What are the departed made of? It is perhaps the most enduring question in human history, yet the answer may not lie in theology, but in thermodynamics. Because the essence or spirit of a human being is pure energy, our physical cessation simply triggers a return to that fundamental state, a premise supported by the First Law of Thermodynamics. In this transitional state, the bio-electric signature does not vanish; it simply undergoes a phase shift into a state of pure, persistent energy.
However, this transition raises a secondary mystery: if these post-physical energies truly exist, how do they breach the veil for us to see, feel, or interact with them?
From a physics standpoint, the answer lies in mass—an object’s resistance to changing its speed or energy level. If these post-physical energies possessed constant mass, we would share physical space with them in a traditional sense, bumping into them or seeing them visually, yet their lack of physical constraints suggests they exist instead as massless bosons, the particles that mediate the fundamental forces of nature.
As the most plentiful of these, the photon carries the electromagnetic force, suggesting that these post-physical energies may exist as cohesive clouds of light. This theory bridges the gap between the seen and the unseen because, lacking mass, such an entity could inhabit our space entirely unnoticed—until a specific event causes them to manifest.
This manifestation is likely a feat of electromagnetic manipulation: by utilizing photons to generate a localized static electric field, the entity could draw in microscopic dust and moisture to project a form of its choosing. This explains why eyewitness accounts often describe these phenomena as translucent, monochromatic, or gray; the observer is seeing a particulate representation suspended in an energy field rather than solid matter.
This localized electromagnetic manipulation also explains the secondary anomalies that frequently accompany these manifestations. To draw together atmospheric moisture and dust into a visible projection, the entity’s field must siphon kinetic energy directly from the surrounding environment. Because temperature is simply the measurement of molecular kinetic energy, this rapid energy drain causes an immediate localized thermal plunge, creating the distinct "cold spots" reported by witnesses. Simultaneously, this intense concentration of photons disrupts ambient electromagnetic fields, overloading nearby circuitry to create massive EMF spikes and draining chemical batteries to fuel the entity's manifestation.
Beyond atmospheric shifts, these intense fields directly interface with the human nervous system, which operates entirely on its own bio-electric impulses. When a witness enters this localized energy grid, the high static charge triggers piloerection—causing the skin to crawl and hair to stand on end. More profoundly, extreme or low-frequency electromagnetic fields artificially stimulate the amygdala, the brain's threat-detection center. This neurological override floods the body with adrenaline, inducing an overwhelming, instinctual sense of dread or being watched without any external visual cue.
Ultimately, answering the question of what the departed are made of requires a fundamental shift in perception—away from ghostly superstition and toward the boundaries of modern physics. In this light, a haunting is not a supernatural event; it is a temporary tuning of energy into a frequency we are finally capable of receiving. Because photons mediate the wavelengths of light we perceive, the act of "appearing" may simply be a matter of frequency modulation. While most post-physical energy likely vibrates outside our narrow biological range, an entity that temporarily matches the visible light spectrum becomes, for a fleeting moment, visible to the human eye.
This brief alignment of physics and human biology unites every facet of the phenomenon. The same electromagnetic manipulation that shifts photon frequencies also siphons environmental kinetic energy to plunge local temperatures, spikes ambient electronic fields, and directly stimulates the human amygdala to trigger an instinctual sense of dread. Far from being unscientific, these encounters are the tangible, neurological evidence of a thermodynamic reality. The bio-electric signature of human life never truly vanishes; it simply shifts form, persisting as a massless, energetic force that occasionally breaches the veil of our sensory perception.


◆ **WHAT YOU WILL DO**
Report how many lines in the records carry the string "into", and give no further text.

[Figure record listings]
((

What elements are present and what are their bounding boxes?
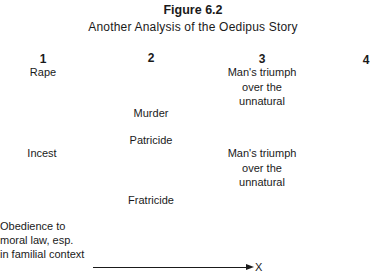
column-number-3: 3 (259, 52, 266, 66)
figure-label: Figure 6.2 (163, 3, 222, 17)
source-line: moral law, esp. (0, 233, 84, 247)
source-line: in familial context (0, 247, 84, 261)
entry-line: over the (228, 80, 297, 95)
column-2-entry-patricide: Patricide (130, 133, 173, 148)
column-1-entry-incest: Incest (27, 146, 56, 161)
axis-source-label: Obedience to moral law, esp. in familial… (0, 219, 84, 261)
column-3-entry-2: Man's triumph over the unnatural (228, 146, 297, 190)
axis-arrow-line (93, 267, 249, 268)
figure-title: Another Analysis of the Oedipus Story (88, 20, 298, 34)
axis-target-label: X (255, 260, 262, 272)
arrow-head-icon (246, 264, 254, 270)
column-2-entry-murder: Murder (134, 106, 169, 121)
column-number-4: 4 (363, 53, 370, 67)
entry-line: Man's triumph (228, 146, 297, 161)
column-number-1: 1 (40, 52, 47, 66)
entry-line: unnatural (228, 175, 297, 190)
entry-line: over the (228, 161, 297, 176)
entry-line: Man's triumph (228, 65, 297, 80)
entry-line: unnatural (228, 94, 297, 109)
source-line: Obedience to (0, 219, 84, 233)
column-number-2: 2 (148, 51, 155, 65)
column-1-entry-rape: Rape (30, 65, 56, 80)
column-2-entry-fratricide: Fratricide (128, 193, 174, 208)
column-3-entry-1: Man's triumph over the unnatural (228, 65, 297, 109)
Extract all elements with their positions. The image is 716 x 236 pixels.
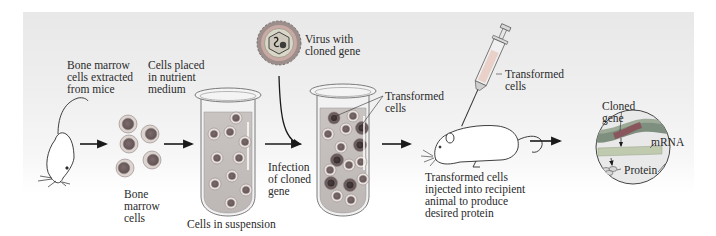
label-infection: Infection of cloned gene xyxy=(268,161,311,197)
label-mrna: mRNA xyxy=(651,136,684,148)
virus-infection-arrow xyxy=(279,76,300,144)
diagram-canvas: Bone marrow cells extracted from mice Ce… xyxy=(0,0,716,236)
bone-marrow-cells-icon xyxy=(116,115,161,177)
label-virus: Virus with cloned gene xyxy=(305,33,360,57)
recipient-mouse-icon xyxy=(421,125,542,167)
test-tube-suspension-icon xyxy=(195,88,261,216)
label-syringe-cells: Transformed cells xyxy=(505,68,564,92)
virus-icon xyxy=(257,21,301,65)
label-transformed-cells-tube: Transformed cells xyxy=(385,90,444,114)
label-injection: Transformed cells injected into recipien… xyxy=(425,171,525,219)
label-cells-in-suspension: Cells in suspension xyxy=(187,218,276,230)
label-bone-marrow-extracted: Bone marrow cells extracted from mice xyxy=(67,59,133,95)
test-tube-transformed-icon xyxy=(310,84,383,216)
label-bone-marrow-cells: Bone marrow cells xyxy=(124,188,160,224)
label-protein: Protein xyxy=(624,164,657,176)
label-cells-placed: Cells placed in nutrient medium xyxy=(148,59,205,95)
label-cloned-gene: Cloned gene xyxy=(602,100,635,124)
donor-mouse-icon xyxy=(38,98,88,187)
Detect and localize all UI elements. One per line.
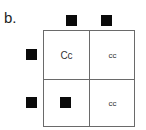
top-allele-1-square-icon: [66, 15, 77, 26]
cell-r0-c1: cc: [90, 31, 135, 79]
left-allele-2-square-icon: [26, 97, 37, 108]
left-allele-1-square-icon: [26, 49, 37, 60]
figure-label: b.: [4, 9, 17, 26]
cell-r1-c0: [44, 80, 89, 126]
cell-r0-c0: Cc: [44, 31, 89, 79]
cell-square-icon: [60, 97, 71, 108]
cell-r1-c1: cc: [90, 80, 135, 126]
top-allele-2-square-icon: [101, 15, 112, 26]
punnett-grid: Cc cc cc: [43, 30, 135, 127]
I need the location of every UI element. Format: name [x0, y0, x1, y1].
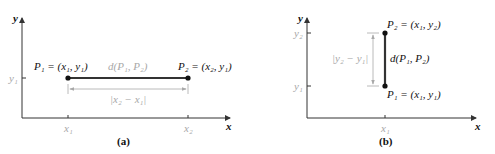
y-axis-label: y	[296, 12, 303, 24]
p2-label: P₂ = (x₂, y₁)	[177, 60, 232, 73]
point-p2	[382, 30, 387, 35]
point-p1	[65, 75, 70, 80]
tick-label-x1: x₁	[380, 122, 390, 134]
distance-diagram: y x y₁ x₁ x₂ P₁ = (x₁, y₁) P₂ = (x₂, y₁)…	[0, 0, 495, 154]
x-axis-label: x	[225, 120, 232, 132]
tick-label-y2: y₂	[293, 27, 303, 39]
panel-b: y x y₂ y₁ x₁ P₂ = (x₁, y₂) P₁ = (x₁, y₁)…	[293, 12, 481, 148]
tick-label-y1: y₁	[293, 80, 303, 92]
distance-label: d(P₁, P₂)	[108, 60, 148, 73]
distance-label: d(P₁, P₂)	[390, 52, 430, 65]
caption-b: (b)	[379, 135, 393, 148]
y-axis-label: y	[11, 12, 18, 24]
abs-difference-label: |x₂ − x₁|	[110, 93, 146, 105]
point-p2	[185, 75, 190, 80]
p1-label: P₁ = (x₁, y₁)	[33, 60, 88, 73]
abs-difference-label: |y₂ − y₁|	[332, 52, 368, 64]
p2-label: P₂ = (x₁, y₂)	[386, 18, 441, 31]
caption-a: (a)	[117, 135, 130, 148]
tick-label-x2: x₂	[183, 122, 193, 134]
tick-label-y1: y₁	[8, 72, 18, 84]
panel-a: y x y₁ x₁ x₂ P₁ = (x₁, y₁) P₂ = (x₂, y₁)…	[8, 12, 232, 148]
x-axis-label: x	[474, 120, 481, 132]
tick-label-x1: x₁	[63, 122, 73, 134]
p1-label: P₁ = (x₁, y₁)	[386, 88, 441, 101]
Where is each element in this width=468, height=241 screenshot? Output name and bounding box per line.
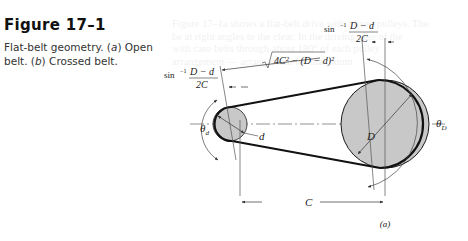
D-label: D xyxy=(366,130,375,142)
sqrt-expr: 4C² − (D − d)² xyxy=(274,55,335,67)
sqrt-label: 4C² − (D − d)² xyxy=(262,52,335,68)
d-label: d xyxy=(259,130,265,142)
sin-den: 2C xyxy=(356,33,368,44)
sin-exp: −1 xyxy=(340,22,346,28)
sin-left-label: sin −1 D − d 2C xyxy=(164,66,218,90)
d-leader xyxy=(244,133,258,136)
sin-num: D − d xyxy=(189,66,215,77)
sin-num: D − d xyxy=(349,20,375,31)
subfigure-label: (a) xyxy=(380,219,391,229)
theta-D-label: θD xyxy=(436,117,446,132)
C-label: C xyxy=(305,196,313,208)
sin-exp: −1 xyxy=(180,68,186,74)
sin-den: 2C xyxy=(196,79,208,90)
sin-text: sin xyxy=(164,70,175,80)
sin-text: sin xyxy=(324,24,335,34)
sin-right-label: sin −1 D − d 2C xyxy=(324,20,378,44)
open-belt-diagram: sin −1 D − d 2C sin −1 D − d 2C 4C² − (D… xyxy=(0,0,468,241)
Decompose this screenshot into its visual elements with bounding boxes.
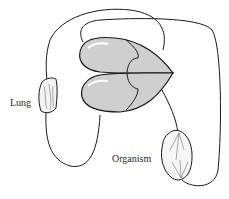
heart-upper-chamber <box>80 38 173 74</box>
systemic-artery-vessel <box>162 90 178 133</box>
organism-label: Organism <box>112 153 151 164</box>
circulation-diagram <box>0 0 229 199</box>
heart <box>80 38 173 112</box>
pulmonary-vein-vessel <box>46 113 100 167</box>
heart-lower-chamber <box>82 73 173 112</box>
lung-shape <box>39 78 57 113</box>
lung-label: Lung <box>10 97 31 108</box>
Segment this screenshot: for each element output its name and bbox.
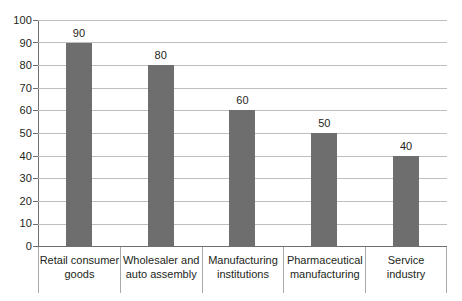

))

◆ **TASK SOLUTION**
2